Equally anonymous are the men who planned and executed the atrocities. Snyder shows no interest in their character or motivation, in what turned them into torturers and killers. Nor does he have much to say about ideology, despite the fact that this was the driving force of mass murder in both the Nazi and Soviet cases. And the book gives us no sense at all of the ‘bloodlands’ as a region; its physical, social and cultural features are nowhere described; it too has no real identity here. That’s because it’s an entirely artificial construct – a label for the location of mass murder, nothing more.

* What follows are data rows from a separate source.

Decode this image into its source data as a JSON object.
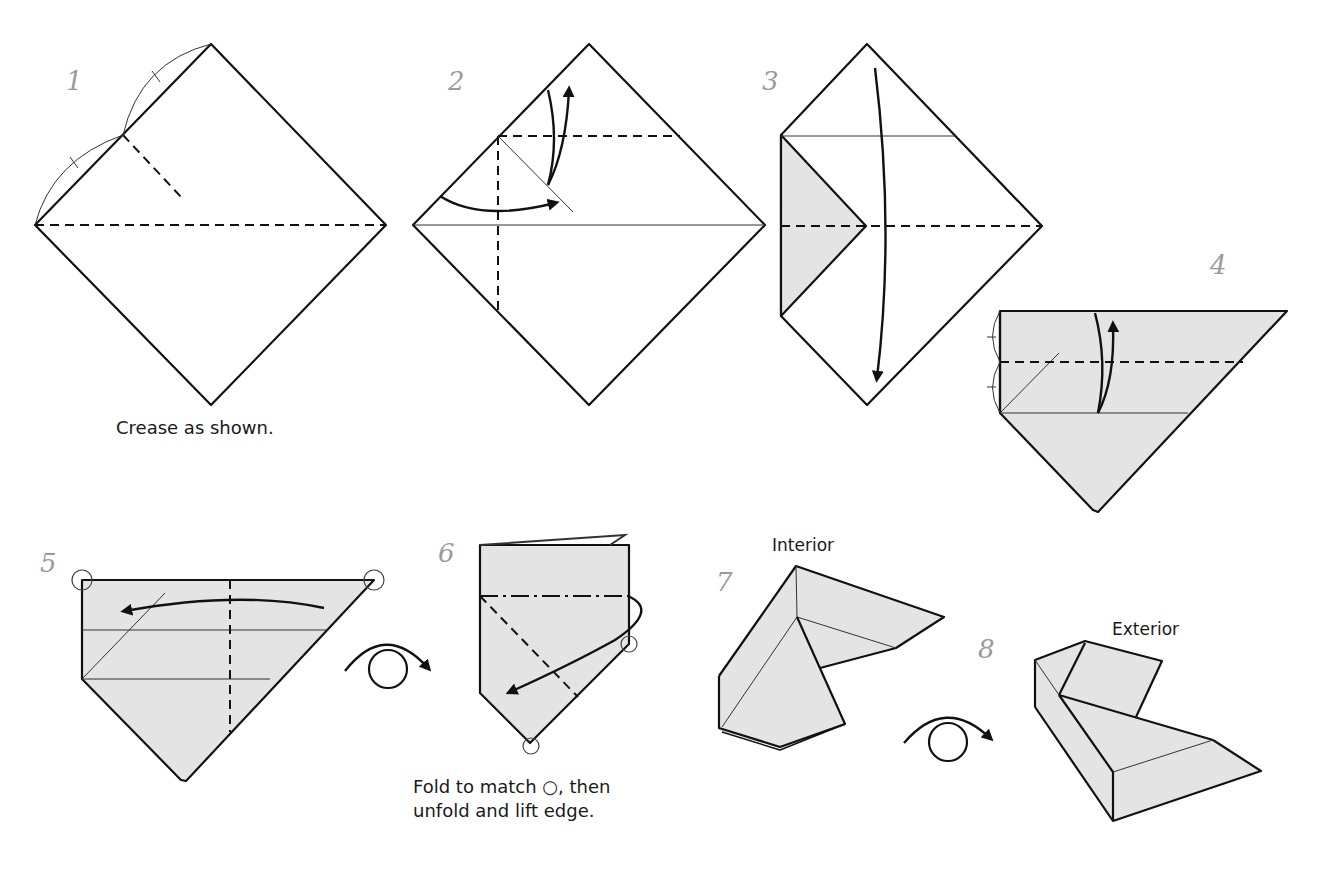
{
  "diagram": {
    "colors": {
      "line": "#111111",
      "paper_colored_side": "#e4e4e4",
      "paper_white_side": "#ffffff",
      "step_number": "#9a9a9a"
    },
    "steps": [
      {
        "number": "1",
        "caption": "Crease as shown."
      },
      {
        "number": "2"
      },
      {
        "number": "3"
      },
      {
        "number": "4"
      },
      {
        "number": "5"
      },
      {
        "number": "6",
        "caption_line1": "Fold to match ○, then",
        "caption_line2": "unfold and lift edge."
      },
      {
        "number": "7",
        "label": "Interior"
      },
      {
        "number": "8",
        "label": "Exterior"
      }
    ],
    "symbols": {
      "valley_fold": "dashed-line",
      "mountain_fold": "dash-dot-line",
      "turn_over": "turn-over-arrow",
      "match_point": "circle-marker"
    }
  }
}
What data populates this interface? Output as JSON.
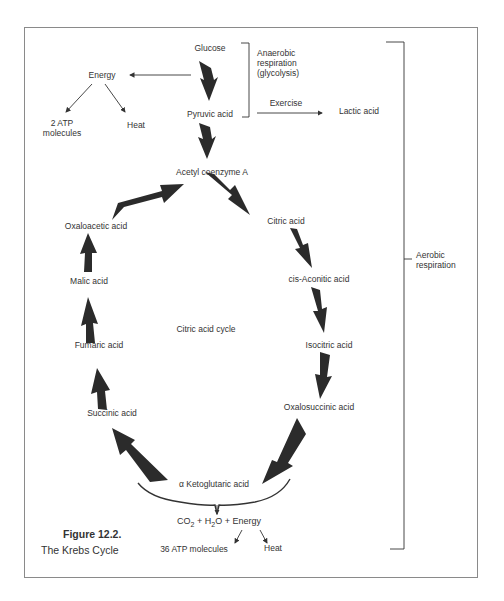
{
  "figure": {
    "number": "Figure 12.2.",
    "title": "The Krebs Cycle"
  },
  "glycolysis": {
    "glucose": "Glucose",
    "pyruvic_acid": "Pyruvic acid",
    "bracket_label_line1": "Anaerobic",
    "bracket_label_line2": "respiration",
    "bracket_label_line3": "(glycolysis)",
    "energy": "Energy",
    "atp_line1": "2 ATP",
    "atp_line2": "molecules",
    "heat": "Heat",
    "exercise": "Exercise",
    "lactic_acid": "Lactic acid"
  },
  "cycle": {
    "acetyl_coa": "Acetyl coenzyme A",
    "center_label": "Citric acid cycle",
    "steps": [
      "Citric acid",
      "cis-Aconitic acid",
      "Isocitric acid",
      "Oxalosuccinic acid",
      "α Ketoglutaric acid",
      "Succinic acid",
      "Fumaric acid",
      "Malic acid",
      "Oxaloacetic acid"
    ]
  },
  "products": {
    "equation_co2": "CO",
    "equation_co2_sub": "2",
    "equation_h2o_pre": " + H",
    "equation_h2o_sub": "2",
    "equation_rest": "O + Energy",
    "atp": "36 ATP molecules",
    "heat": "Heat"
  },
  "aerobic": {
    "line1": "Aerobic",
    "line2": "respiration"
  }
}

Snyder claims that his purpose in describing ‘all of the major killing policies in their common European historical setting’ was ‘to introduce to European history its central event’. But he has not described all the major killing policies and they did not all have a common setting. And to assert that they are the central event in the whole of European history is rhetorical overkill, to say the least. A number of other historians have written recently, and more perceptively, about this same topic, from Richard Overy in The Dictators to Robert Gellately in Lenin, Stalin and Hitler – some, like Norman Davies in Europe at War 1939-45, from a similar perspective to Snyder’s own. Despite the widespread misapplication of Hitler’s statement about the Armenians, few claims advanced in Snyder’s book are less plausible nowadays than the assertion that ‘beyond Poland, the extent of Polish suffering is underappreciated.’ In fact, we know about the events Snyder describes already, despite his repeated assertions that we don’t. What we need is not to be told yet again the facts about mass murder, but to understand why it took place and how people could carry it out, and in this task Snyder’s book is of no use.
Send Letters To:
The Editor
London Review of Books,
28 Little Russell Street
London, WC1A 2HN
letters@lrb.co.uk
Please include name, address, and a telephone number.